Jubelin was permitted to be in court for the verdict, as was his barrister, Ms Margaret Cunneen SC.
Prosecutor Phil Hogan was asked to sit in another room, to watch proceedings via video link.
Mr Savage became a person of interest after the investigation in 2017.
Detectives focused for several years on a local washing machine repairman, Bill Spedding, who is now suing NSW Police, saying his life was destroyed and his business ruined, when he became a suspect in the case.
The recordings with Mr Savage were made on 3 November 2017; on 2 and 3 May 2018; and on 28 December 2018.
Jubelin maintained that he made the recordings to protect his “lawful interests.”
“I wanted my side of the conversations recorded,” he said.
Magistrate Hudson said detectives often disagreed over whether Mr Savage was the right target.
He said some of the other detectives on the case were aware that the recordings were being made.
Magistrate Hudson said there were “pressures and tensions” among detectives, “and they weren’t necessarily getting anywhere” in the investigation, which is ongoing.
William has never been found.
Magistrate Hudson said “the primary purpose of the Surveillance Devices Act” was to provide a framework for the lawful invasion of a person’s privacy, by police, in the course of a criminal investigation.
Mr Savage has never been charged with the crime, and vehemently denies wrongdoing.

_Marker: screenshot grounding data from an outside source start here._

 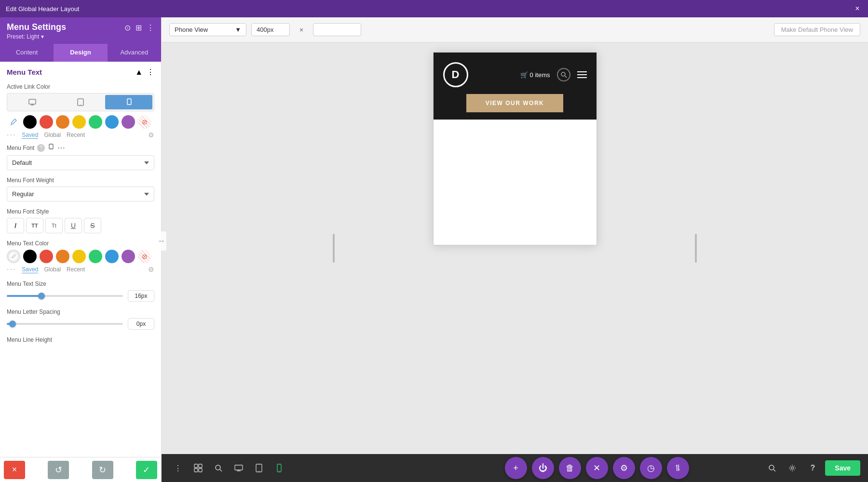 What do you see at coordinates (81, 284) in the screenshot?
I see `menu-text-size-label: Menu Text Size` at bounding box center [81, 284].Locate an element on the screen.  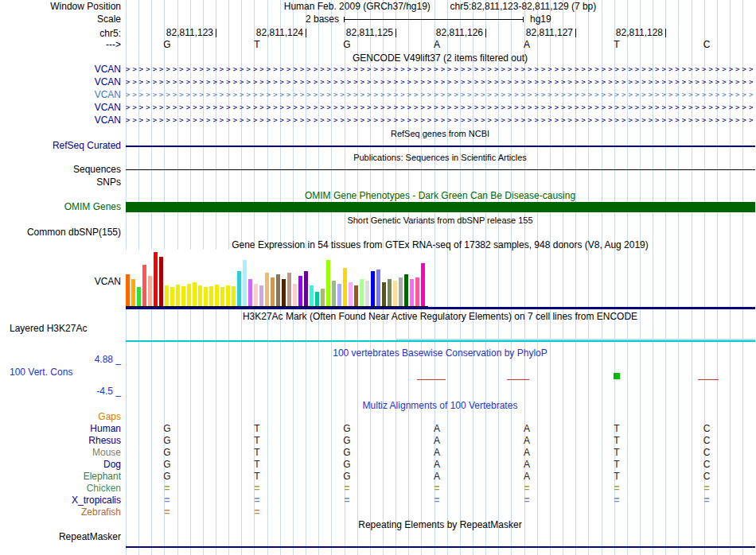
phylop-label: 100 Vert. Cons is located at coordinates (41, 372).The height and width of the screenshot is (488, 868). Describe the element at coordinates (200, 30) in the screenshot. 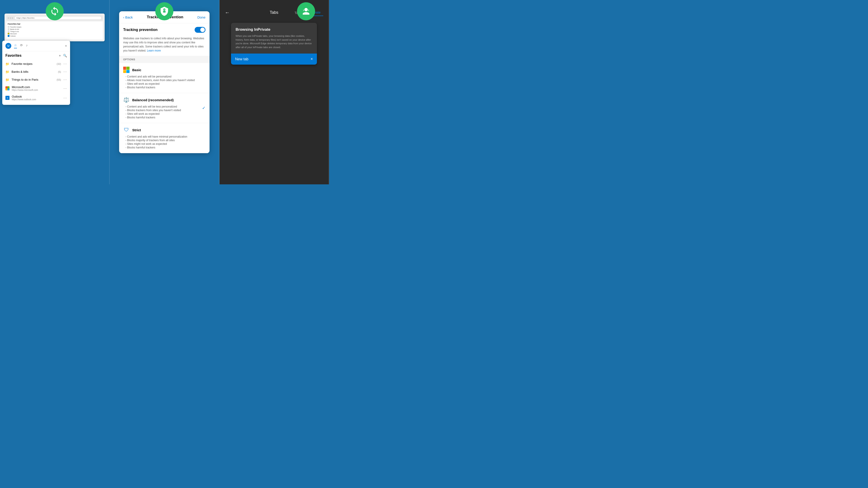

I see `tracking-prevention-toggle` at that location.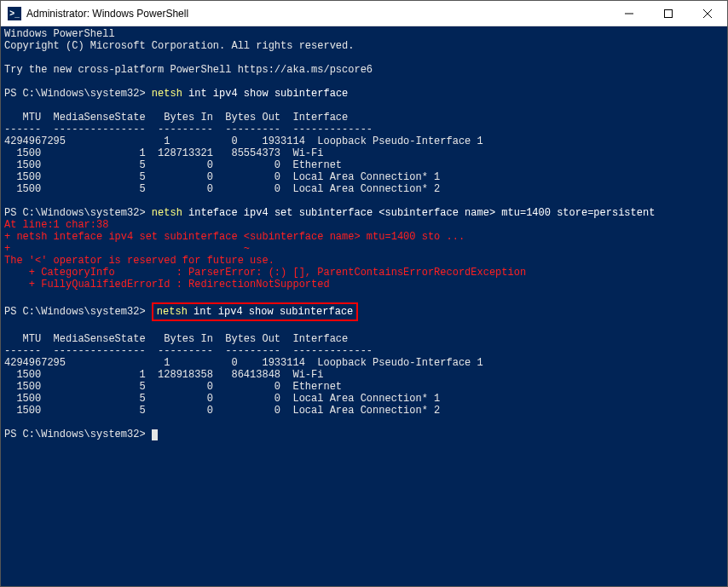  I want to click on command-args: inteface ipv4 set subinterface <subinter…, so click(421, 213).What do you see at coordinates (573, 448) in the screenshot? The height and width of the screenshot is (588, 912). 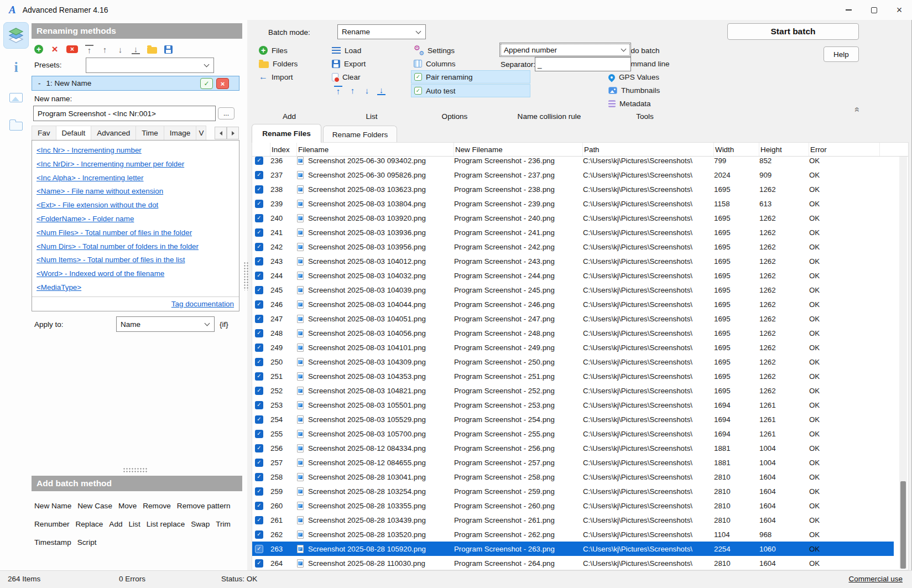 I see `table-row: 256Screenshot 2025-08-12 084334.pngProgr…` at bounding box center [573, 448].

While he was under surveillance for some time, he is no longer believed to be a “person of interest” in the case.
Mr Jubelin’s family members greeted him outside the court, but only at a distance. They could not embrace, because of COVID-19 concerns.
He wore his familiar black suit, white shirt and tie. In a remarkable display of self-control, he sat for almost two hours, without changing his neutral expression.
Mr Jubelin will be sentenced at 9am on Wednesday. He expressed his disappointment outside the court, but added: “Having brought people before the court for 34 years, I have to respect the process.”